‘GRANNY Annie’, the Weymouth grandmother of Olympic bronze medallist windsurfer Bryony Shaw is celebrating her 100th birthday today.

A birthday greeting from the Queen will be coming by special delivery to Dorset County Hospital in Dorchester, where the centurion is currently recovering from a chest infection.

Annie Brown, affectionately known as ‘Granny Annie’, is particularly proud of her famous granddaughter who claimed Olympic bronze at the Beijing 2008 Games.

Her daughter Hazel Shaw, of Rodwell, said: “During the last Olympics, mum was the first person I rang from China as soon as Bryony won bronze.

“It was about 7am in England and I woke her up. She’s a little hard of hearing so I was shouting ‘She’s got bronze mummy, she’s got the bronze’.

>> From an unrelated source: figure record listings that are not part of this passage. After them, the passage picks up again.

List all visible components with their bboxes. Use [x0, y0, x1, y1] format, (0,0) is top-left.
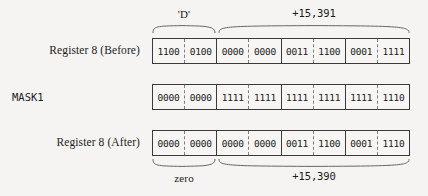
- bit-cell: 1110: [377, 131, 409, 155]
- row-label-register-after: Register 8 (After): [0, 136, 140, 148]
- bit-cell: 0000: [153, 131, 184, 155]
- top-brace-label-value: +15,391: [218, 7, 410, 19]
- bit-cell: 0000: [216, 131, 248, 155]
- register-row-before: 1100 0100 0000 0000 0011 1100 0001 1111: [152, 38, 410, 64]
- row-label-mask: MASK1: [12, 91, 142, 103]
- bit-cell: 0000: [248, 39, 280, 63]
- top-brace-value: [218, 24, 410, 34]
- bit-cell: 1111: [281, 85, 313, 109]
- bit-cell: 1100: [153, 39, 184, 63]
- bit-cell: 1111: [216, 85, 248, 109]
- bit-cell: 1110: [377, 85, 409, 109]
- register-mask-figure: 'D' +15,391 Register 8 (Before) 1100 010…: [0, 0, 428, 196]
- bit-cell: 1111: [345, 85, 377, 109]
- bit-cell: 0000: [153, 85, 184, 109]
- bit-cell: 0000: [216, 39, 248, 63]
- bottom-brace-label-value: +15,390: [218, 170, 410, 182]
- top-brace-char: [152, 24, 216, 34]
- bit-cell: 1111: [377, 39, 409, 63]
- bit-cell: 0001: [345, 39, 377, 63]
- bottom-brace-label-zero: zero: [152, 172, 216, 184]
- bit-cell: 1111: [313, 85, 345, 109]
- bit-cell: 0011: [281, 39, 313, 63]
- row-label-register-before: Register 8 (Before): [0, 44, 140, 56]
- bit-cell: 0000: [184, 85, 216, 109]
- register-row-after: 0000 0000 0000 0000 0011 1100 0001 1110: [152, 130, 410, 156]
- register-row-mask: 0000 0000 1111 1111 1111 1111 1111 1110: [152, 84, 410, 110]
- bit-cell: 0000: [184, 131, 216, 155]
- bit-cell: 0011: [281, 131, 313, 155]
- bottom-brace-zero: [152, 158, 216, 168]
- bottom-brace-value: [218, 158, 410, 168]
- bit-cell: 1100: [313, 39, 345, 63]
- bit-cell: 0100: [184, 39, 216, 63]
- bit-cell: 1100: [313, 131, 345, 155]
- bit-cell: 0001: [345, 131, 377, 155]
- bit-cell: 0000: [248, 131, 280, 155]
- top-brace-label-char: 'D': [152, 8, 216, 20]
- bit-cell: 1111: [248, 85, 280, 109]
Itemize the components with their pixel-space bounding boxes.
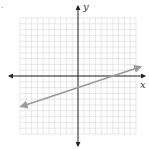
y-axis-label: y: [83, 2, 89, 12]
x-axis-label: x: [140, 80, 146, 90]
graphed-line: [21, 67, 140, 107]
coordinate-plane: [0, 0, 149, 149]
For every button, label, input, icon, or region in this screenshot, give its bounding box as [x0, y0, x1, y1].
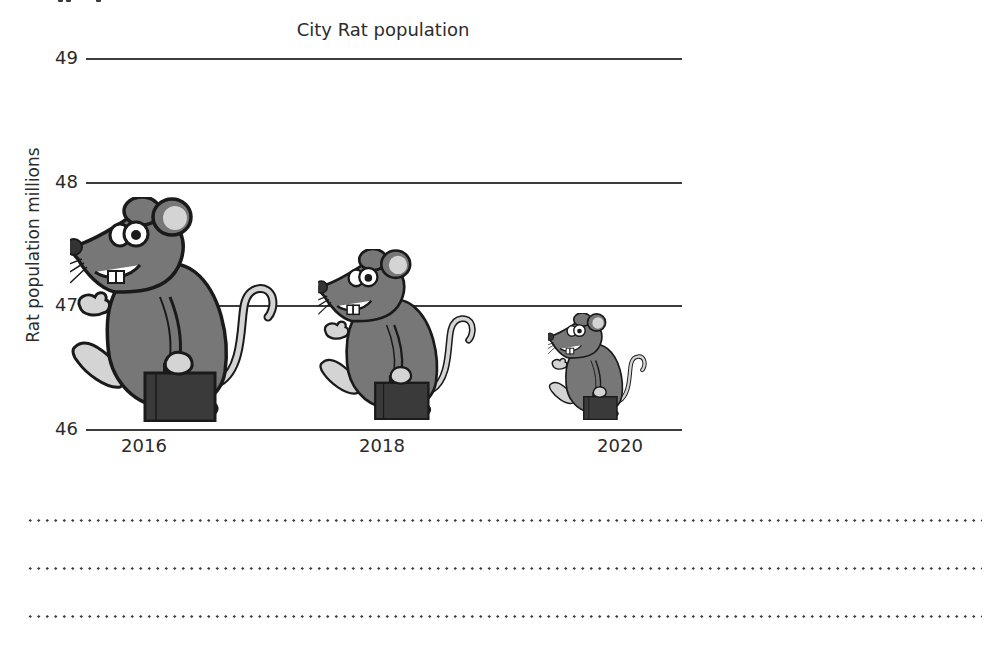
y-tick-49: 49	[40, 49, 78, 67]
chart-title: City Rat population	[240, 19, 526, 40]
answer-line-1[interactable]	[26, 519, 982, 522]
y-tick-48: 48	[40, 173, 78, 191]
rat-icon	[318, 249, 478, 420]
rat-icon	[548, 313, 648, 420]
rat-icon	[70, 197, 280, 422]
rat-pictogram-2016	[70, 197, 280, 422]
rat-pictogram-2020	[548, 313, 648, 420]
gridline-48	[86, 182, 682, 184]
answer-line-3[interactable]	[26, 615, 982, 618]
y-tick-46: 46	[40, 420, 78, 438]
gridline-49	[86, 58, 682, 60]
x-tick-2016: 2016	[104, 437, 184, 455]
rat-pictogram-2018	[318, 249, 478, 420]
x-tick-2018: 2018	[342, 437, 422, 455]
cutoff-heading-fragment	[58, 0, 104, 4]
gridline-46	[86, 429, 682, 431]
answer-line-2[interactable]	[26, 567, 982, 570]
x-tick-2020: 2020	[580, 437, 660, 455]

“She was absolutely thrilled, my father was a keen sportsman and on the army pentathlon team so we feel he too would have been terribly proud.

“Mum is always saying Bryony deserves it because she works so hard, all that training and dedication.

“She’s fiercely proud of her and as she has got older and frailer, Bryony is one of the few people she really lights up for.”

The grandmother-of-four’s big birthday comes just 10 days after former Budmouth College schoolgirl Bryony won bronze at the borough’s Olympic sailing test event.

Hazel added: “She was so pleased Bryony did so well at the test event.

“Bryony took the medal she won into the hospital to show Granny and she held it and said, ‘Isn’t it heavy’.”

Born in Fulham, London, on August 24, 1911, Annie Markham was a |28-week-old premature baby who was not expected to live.

Hazel said: “She was one of the first children to be kept alive by the modern invention called the incubator and she was even put in a big scientific exhibition in Crystal Palace.

“She was a small miracle and she’s had a very interesting and active life.”

Annie left school at 14 and became a presser then manager in a laundry.

She married Tom ‘Topper’ Brown in 1938, who became an officer during the Second World War.

Their daughter Hazel was born in 1947 and the family moved to Germany, then Hong Kong where their son Timothy was born.

They later ran a grocery shop in Wiltshire. Topper died 18 years ago and Hazel’s family and Granny Annie moved to Weymouth in 2001.

Annie, who was one of 10 children, has three younger sisters, Connie, Kath and Edna, who are all still alive.

Close family and friends will be celebrating her birthday with her.